Two tables over, a group of mothers chatting over smoothies glares at us as they get up to push their strollers away. The busboy from inside the pizza joint pokes his head out the door.
“I don’t care whether or not you want me and her to be friends. I’m not going to watch you treat her like shit,” Sam says. “Let’s go, Sarah.”
He holds out his hand to me. A challenge, a hot fierceness I so desperately want to wrap myself up in, flashes across his face. If I take his hand, James will go ballistic. I won’t risk Sam getting hurt, or him deciding that dealing with my overprotective brother isn’t worth it. We haven’t even been together a whole day.
“It’s okay,” I say, looking anywhere but at Sam. “Don’t you have to leave for work?”
His hand drops to his side. I meet his eyes and the disappointment I see swirling in their gray depths hurts. “Yeah, I guess I do.”
I watch him walk away toward his car, which we left parked on the other side of the mall. Where he had stopped at the little shoe store to buy my flip-flops. I feel like an awful person, but why didn’t he stay away? I was stupid to think we’ll be able to hide this from my brother.
“You lied to me,” James says quietly.
“I’m sorry,” I say. “I didn’t want to make you mad.”
“Is something going on between you and Sam? First the sweatshirt last night, and now…whatever the hell that just was.”

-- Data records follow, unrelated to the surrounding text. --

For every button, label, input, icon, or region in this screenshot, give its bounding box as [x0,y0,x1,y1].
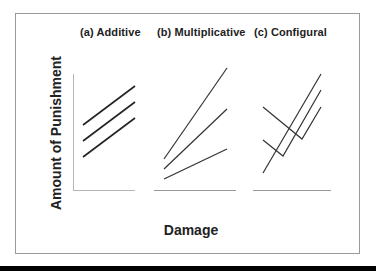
series-line [83,102,135,141]
plot-area [0,0,376,271]
panel-additive [73,74,135,191]
series-line [83,118,135,157]
series-line [164,68,227,159]
series-line [263,74,321,173]
series-line [164,149,227,179]
series-line [164,109,227,169]
panel-configural [253,74,331,191]
series-line [83,86,135,125]
panel-multiplicative [154,68,236,191]
bottom-black-bar [0,266,376,271]
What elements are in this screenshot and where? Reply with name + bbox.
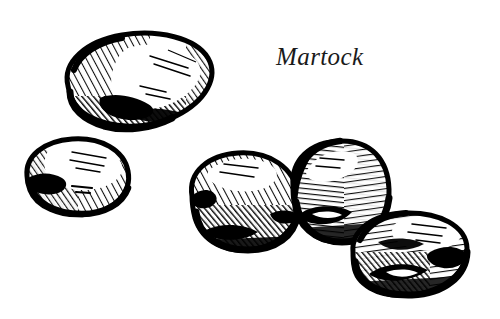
variety-name-caption: Martock xyxy=(276,44,364,69)
illustration-plate: Martock xyxy=(0,0,500,319)
potato-illustration xyxy=(0,0,500,319)
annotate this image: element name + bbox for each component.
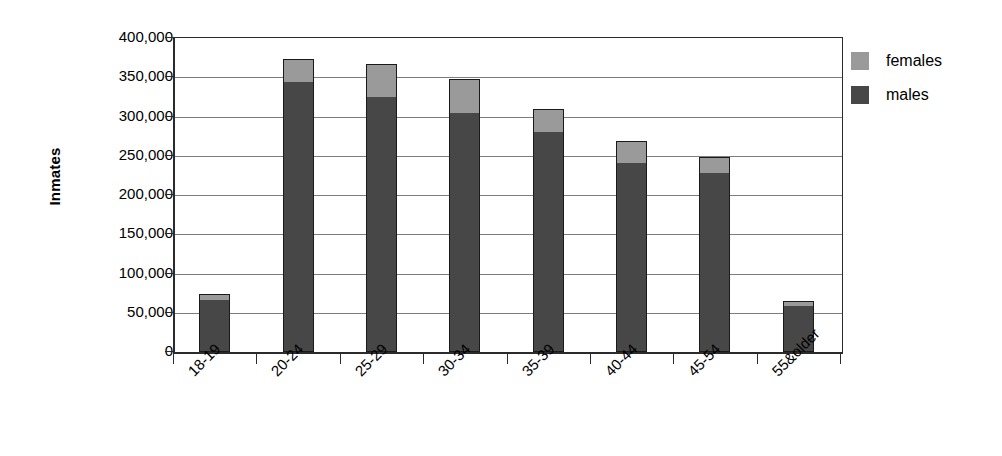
x-axis-tick-mark	[256, 353, 257, 364]
x-axis-tick-label: 55&older	[769, 326, 823, 380]
x-axis-tick-mark	[340, 353, 341, 364]
x-axis-tick-label: 18-19	[185, 341, 223, 379]
x-axis-tick-label: 40-44	[602, 341, 640, 379]
legend-item[interactable]: males	[851, 78, 942, 112]
chart-legend: femalesmales	[851, 44, 942, 112]
x-axis-tick-mark	[673, 353, 674, 364]
x-axis-tick-label: 45-54	[685, 341, 723, 379]
bar-chart: Inmates 050,000100,000150,000200,000250,…	[0, 0, 1002, 456]
x-axis-tick-mark	[423, 353, 424, 364]
x-axis-tick-mark	[507, 353, 508, 364]
x-axis-tick-mark	[757, 353, 758, 364]
legend-swatch	[851, 86, 869, 104]
legend-label: males	[886, 86, 929, 104]
legend-swatch	[851, 52, 869, 70]
x-axis-tick-label: 25-29	[352, 341, 390, 379]
x-axis-tick-mark	[840, 353, 841, 364]
x-axis-tick-mark	[173, 353, 174, 364]
legend-item[interactable]: females	[851, 44, 942, 78]
x-axis-tick-label: 30-34	[435, 341, 473, 379]
x-axis-tick-label: 20-24	[268, 341, 306, 379]
x-axis-tick-label: 35-39	[519, 341, 557, 379]
x-axis-tick-mark	[590, 353, 591, 364]
legend-label: females	[886, 52, 942, 70]
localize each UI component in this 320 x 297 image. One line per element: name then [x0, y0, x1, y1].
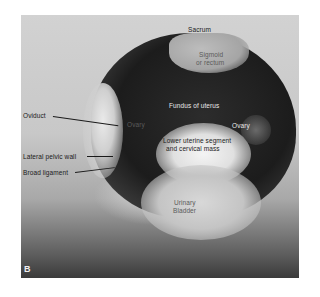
lateral-pelvic-wall-leader-line [87, 156, 113, 157]
label-ovary-right: Ovary [232, 122, 250, 129]
label-lower-uterine-line1: Lower uterine segment [163, 137, 231, 144]
label-sigmoid-line1: Sigmoid [199, 51, 223, 58]
label-lower-uterine-line2: and cervical mass [166, 145, 220, 152]
label-sigmoid-line2: or rectum [196, 59, 224, 66]
label-bladder-line2: Bladder [173, 207, 196, 214]
panel-letter: B [24, 264, 31, 274]
label-ovary-left: Ovary [127, 121, 145, 128]
bladder-region [141, 165, 261, 240]
ultrasound-figure: Sacrum Sigmoid or rectum Fundus of uteru… [21, 15, 299, 278]
label-bladder-line1: Urinary [174, 199, 196, 206]
left-oviduct-region [83, 83, 123, 178]
right-ovary-region [241, 115, 271, 145]
label-fundus: Fundus of uterus [169, 102, 219, 109]
label-oviduct: Oviduct [23, 112, 46, 119]
label-broad-ligament: Broad ligament [23, 169, 68, 176]
label-sacrum: Sacrum [188, 26, 211, 33]
label-lateral-pelvic-wall: Lateral pelvic wall [23, 153, 76, 160]
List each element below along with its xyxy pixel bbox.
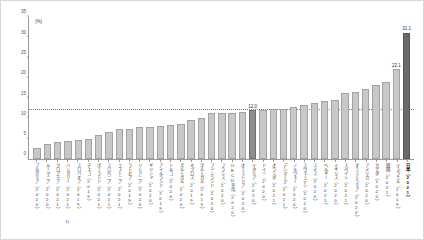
x-axis-label-column: スロベニア（2021） [103, 162, 113, 236]
x-axis-label-column: イギリス（2020） [330, 162, 340, 236]
y-axis-tick-label: 30 [21, 30, 26, 35]
x-axis-labels: ブルガリア（2020）ルーマニア（2020）クロアチア（2021）ハンガリー（2… [28, 162, 414, 236]
x-axis-label-column: スイス（2020） [309, 162, 319, 236]
x-axis-tick-label: クロアチア（2021） [54, 163, 59, 236]
x-axis-label-column: ポルトガル（2019） [196, 162, 206, 236]
bar-column [371, 17, 381, 159]
bar-column [309, 17, 319, 159]
x-axis-tick-label: リトアニア（2020） [137, 163, 142, 236]
x-axis-tick-mark [88, 160, 89, 162]
x-axis-tick-label: スペイン（2021） [343, 163, 348, 236]
bar-column [217, 17, 227, 159]
x-axis-tick-mark [77, 160, 78, 162]
x-axis-tick-label: ノルウェー（2020） [291, 163, 296, 236]
x-axis-tick-mark [273, 160, 274, 162]
x-axis-tick-mark [386, 160, 387, 162]
bar-column [145, 17, 155, 159]
bar-column [135, 17, 145, 159]
x-axis-tick-mark [191, 160, 192, 162]
x-axis-tick-mark [201, 160, 202, 162]
x-axis-label-column: ポーランド（2021） [93, 162, 103, 236]
bar-value-label: 22.1 [392, 64, 401, 69]
bar [157, 126, 164, 159]
bar [54, 142, 61, 159]
x-axis-tick-mark [263, 160, 264, 162]
bar [116, 129, 123, 159]
x-axis-tick-mark [139, 160, 140, 162]
x-axis-tick-label: アメリカ（2020） [363, 163, 368, 236]
bar [259, 110, 266, 159]
bar-column [176, 17, 186, 159]
bar [218, 113, 225, 159]
bar-column [381, 17, 391, 159]
x-axis-tick-label: イスラエル（2019） [394, 163, 399, 236]
x-axis-tick-mark [355, 160, 356, 162]
x-axis-tick-label: キプロス（2019） [188, 163, 193, 236]
x-axis-tick-mark [57, 160, 58, 162]
bar [362, 89, 369, 159]
x-axis-label-column: イタリア（2020） [247, 162, 257, 236]
x-axis-tick-label: 日本（2021） [405, 163, 410, 236]
bar [403, 33, 410, 159]
x-axis-tick-label: ラトビア（2019） [127, 163, 132, 236]
x-axis-tick-label: エストニア（2021） [116, 163, 121, 236]
bar-column [155, 17, 165, 159]
bar [372, 85, 379, 159]
bar [187, 120, 194, 159]
x-axis-label-column: オランダ（2021） [268, 162, 278, 236]
x-axis-label-column: キプロス（2019） [185, 162, 195, 236]
x-axis-label-column: アメリカ（2020） [361, 162, 371, 236]
x-axis-tick-label: 韓国（2021） [384, 163, 389, 236]
bar [331, 100, 338, 159]
bar-column [361, 17, 371, 159]
bar-column [330, 17, 340, 159]
bar [75, 140, 82, 159]
bar [64, 141, 71, 159]
x-axis-tick-mark [397, 160, 398, 162]
x-axis-tick-mark [149, 160, 150, 162]
bar [126, 129, 133, 159]
x-axis-label-column: オーストラリア（2020） [350, 162, 360, 236]
x-axis-tick-label: フィンランド（2020） [209, 163, 214, 236]
x-axis-tick-label: ブルガリア（2020） [34, 163, 39, 236]
bar-column [196, 17, 206, 159]
bar-column: 31.1 [402, 17, 412, 159]
x-axis-tick-label: オランダ（2021） [271, 163, 276, 236]
x-axis-tick-mark [160, 160, 161, 162]
footnote-marker: 1) [65, 220, 69, 224]
x-axis-tick-mark [376, 160, 377, 162]
bar [280, 109, 287, 159]
bar-column: 12.0 [248, 17, 258, 159]
x-axis-label-column: ポルトガル（2020） [175, 162, 185, 236]
x-axis-tick-mark [294, 160, 295, 162]
x-axis-label-column: フランス（2020） [216, 162, 226, 236]
bar [311, 103, 318, 159]
x-axis-tick-label: ハンガリー（2021） [65, 163, 70, 236]
x-axis-tick-mark [129, 160, 130, 162]
bar [239, 112, 246, 159]
x-axis-tick-mark [345, 160, 346, 162]
bar [208, 113, 215, 159]
x-axis-tick-mark [46, 160, 47, 162]
x-axis-tick-label: ポルトガル（2020） [178, 163, 183, 236]
x-axis-label-column: フィンランド（2020） [206, 162, 216, 236]
x-axis-tick-mark [252, 160, 253, 162]
bar-column [42, 17, 52, 159]
x-axis-tick-mark [366, 160, 367, 162]
bar-column [289, 17, 299, 159]
x-axis-label-column: ドイツ（2020） [258, 162, 268, 236]
y-axis-tick-label: 0 [23, 152, 26, 157]
x-axis-tick-label: チェコ（2019） [85, 163, 90, 236]
x-axis-tick-label: スロバキア（2019） [75, 163, 80, 236]
x-axis-label-column: アイルランド（2019） [155, 162, 165, 236]
x-axis-tick-label: デンマーク（2021） [281, 163, 286, 236]
x-axis-tick-label: スウェーデン（2020） [302, 163, 307, 236]
x-axis-label-column: 日本（2021） [402, 162, 412, 236]
bar [44, 144, 51, 159]
x-axis-tick-label: オーストリア（2020） [240, 163, 245, 236]
x-axis-tick-mark [221, 160, 222, 162]
x-axis-tick-label: イタリア（2020） [250, 163, 255, 236]
bar-column [350, 17, 360, 159]
x-axis-label-column: デンマーク（2021） [278, 162, 288, 236]
x-axis-tick-mark [335, 160, 336, 162]
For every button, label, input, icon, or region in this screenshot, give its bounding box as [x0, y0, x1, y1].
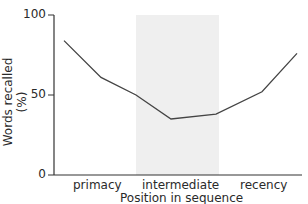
x-category-primacy: primacy	[73, 178, 122, 192]
y-axis-label: Words recalled (%)	[1, 47, 29, 157]
x-axis-label: Position in sequence	[120, 191, 243, 204]
intermediate-shaded-region	[136, 15, 219, 175]
chart-canvas	[0, 0, 308, 204]
y-tick-label-100: 100	[16, 7, 46, 21]
x-category-intermediate: intermediate	[142, 178, 219, 192]
serial-position-chart: 100 50 0 Words recalled (%) primacy inte…	[0, 0, 308, 204]
y-tick-label-0: 0	[16, 167, 46, 181]
x-category-recency: recency	[240, 178, 287, 192]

I shake my head a little too urgently. “No, nothing’s going on. He forgot to tell me something and showed up right as Dad was waking up, so I got in his car and we took off. We were at the park for a little bit, and then we came over here and walked around for the rest of the afternoon.”
James’s gaze turns appraising. I feel him dissecting every detail of my expression, feel his eyes slide further down, to my neck, my rumpled shirt, and finally to my arms clasped tight around my knees. “You sure about that?”